Eat This Now: Pasta That’s Mixed in a Wheel of Cheese

Watch your linguini noodles being swirled inside a wheel of Italian pecorino romano at Bread & Circus.

Photograph by Deserae Evenson

BMeX Restaurant Group knows how to do a lot with a small space. The local restaurant group recently opened a new Roman trattoria called Bread & Circus inside the just over 1,800-square-foot space already shared by Una Takeaway and Frenchie Wine Bar on 17 Avenue S.W. Una Takeaway is at the front, Bread & Circus is in the middle and Frenchie Wine Bar is in the back.

While that may not seem like much room for a new pasta bar, Bread & Circus feels surprisingly spacious and offers a small, pasta-focused menu.

There are six pastas on the menu, all featuring the restaurant’s fresh noodles that are made-in-house daily. But the cacio e pepe, a simple linguini dish that gets mixed inside a wheel of cheese, is one of the standouts. The inspiration for the dish (and the restaurant) came during a recent trip to Rome by restaurant co-owners Kelly Black and Jayme MacFayden. According to Kelly, “cacio e pepe is THE Roman pasta,” and the pair particularly loved it at Da Enzo Trattoria in Rome.

For those of us not going to Rome, we can eat cacio e pepe here in Calgary at Bread & Circus. After cooking the linguini noodles, chef Kayle Burns swirls the noodles inside a hole in a wheel of Italian pecorino romano cheese from Peasant Cheese Shop in Kensington. Black says they used a wheel of parmesan during the restaurant’s first few days, but switched to pecorino romano since it’s the cheese traditionally used for this dish in Rome. The wheel of cheese sits right on the kitchen counter area in front of the bar, so if you’re sitting there, you’ll have a great view of the process.

Once the pasta has been mixed in the cheese wheel, it’s topped with a sprinkling of pepper, which gives the dish a little bit of heat. Because there’s no actual sauce on the pasta, just a light coating of cheese from being swirled in the wheel, cacio e pepe tastes light for a pasta dish.

Bread & Circus went through its first wheel of cheese in just under three weeks. When they’re done using it as a delicious mixing bowl for pasta, the leftover cheese is used on the 4-maggi pizza (along with provolone piccante, friulano and fior di latte mozzarella) at Una Pizza + Wine, another BMeX restaurant located next door. And a new wheel is cracked open for Bread & Circus.

While you can certainly get a few pastas to share amongst a group, the $18 portion of cacio e pepe is also the perfect individual size. You won’t feel hungry, but you’ll have just enough room to finish off your dining experience with some of the restaurant’s homemade gelato.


• Problem details
From the records below, work out how many lines contain "plot". Reply with that number alone.

Records from a dataset:
══════════════════════════════
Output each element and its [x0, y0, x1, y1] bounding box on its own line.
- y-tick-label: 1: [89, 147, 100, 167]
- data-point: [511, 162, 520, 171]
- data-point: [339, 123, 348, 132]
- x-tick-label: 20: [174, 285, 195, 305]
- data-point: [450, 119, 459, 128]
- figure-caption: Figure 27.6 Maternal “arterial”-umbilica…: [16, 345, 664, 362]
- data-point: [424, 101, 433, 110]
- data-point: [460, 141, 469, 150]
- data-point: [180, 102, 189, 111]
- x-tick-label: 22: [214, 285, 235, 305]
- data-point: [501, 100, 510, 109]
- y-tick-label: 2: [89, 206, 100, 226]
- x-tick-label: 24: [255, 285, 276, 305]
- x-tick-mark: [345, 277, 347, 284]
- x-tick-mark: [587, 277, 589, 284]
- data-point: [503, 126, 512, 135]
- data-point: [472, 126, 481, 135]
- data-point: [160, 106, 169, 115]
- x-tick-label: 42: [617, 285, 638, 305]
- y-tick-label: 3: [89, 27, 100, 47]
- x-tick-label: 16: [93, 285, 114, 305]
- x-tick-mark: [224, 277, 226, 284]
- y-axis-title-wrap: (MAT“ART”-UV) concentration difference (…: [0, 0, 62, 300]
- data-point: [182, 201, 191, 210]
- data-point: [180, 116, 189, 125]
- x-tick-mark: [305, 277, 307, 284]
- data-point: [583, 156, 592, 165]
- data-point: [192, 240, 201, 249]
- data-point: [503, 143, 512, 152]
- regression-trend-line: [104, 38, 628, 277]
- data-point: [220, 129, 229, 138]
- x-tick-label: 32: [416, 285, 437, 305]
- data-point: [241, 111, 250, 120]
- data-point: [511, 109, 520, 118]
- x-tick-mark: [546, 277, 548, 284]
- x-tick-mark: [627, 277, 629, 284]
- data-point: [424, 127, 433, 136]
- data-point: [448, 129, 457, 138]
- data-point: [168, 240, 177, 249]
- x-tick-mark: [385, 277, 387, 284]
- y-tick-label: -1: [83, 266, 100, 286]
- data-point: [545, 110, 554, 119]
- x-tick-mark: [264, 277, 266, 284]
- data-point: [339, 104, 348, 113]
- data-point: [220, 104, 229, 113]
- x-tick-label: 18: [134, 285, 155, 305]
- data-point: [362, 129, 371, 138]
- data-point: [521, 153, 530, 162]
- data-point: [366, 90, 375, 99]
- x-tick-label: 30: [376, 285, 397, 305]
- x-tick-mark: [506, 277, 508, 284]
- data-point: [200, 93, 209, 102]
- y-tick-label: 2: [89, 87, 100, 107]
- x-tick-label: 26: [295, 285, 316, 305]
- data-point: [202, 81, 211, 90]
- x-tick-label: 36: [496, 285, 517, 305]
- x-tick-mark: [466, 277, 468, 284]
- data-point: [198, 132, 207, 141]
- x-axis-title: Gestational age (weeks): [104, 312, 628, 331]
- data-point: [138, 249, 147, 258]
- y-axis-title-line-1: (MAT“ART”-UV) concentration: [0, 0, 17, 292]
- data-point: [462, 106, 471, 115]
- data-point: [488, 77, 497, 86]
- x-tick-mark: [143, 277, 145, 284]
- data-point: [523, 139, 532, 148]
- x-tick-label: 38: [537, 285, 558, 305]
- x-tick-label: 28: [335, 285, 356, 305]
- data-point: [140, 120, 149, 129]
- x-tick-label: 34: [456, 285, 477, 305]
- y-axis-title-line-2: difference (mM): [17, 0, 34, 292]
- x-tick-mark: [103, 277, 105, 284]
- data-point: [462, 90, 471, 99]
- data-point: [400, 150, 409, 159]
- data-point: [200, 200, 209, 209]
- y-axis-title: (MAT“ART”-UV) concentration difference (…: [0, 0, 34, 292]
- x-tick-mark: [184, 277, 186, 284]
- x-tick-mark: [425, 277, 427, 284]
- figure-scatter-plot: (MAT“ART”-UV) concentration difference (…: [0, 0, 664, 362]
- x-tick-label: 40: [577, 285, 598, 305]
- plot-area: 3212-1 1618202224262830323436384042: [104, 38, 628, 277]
══════════════════════════════
• Your solution
2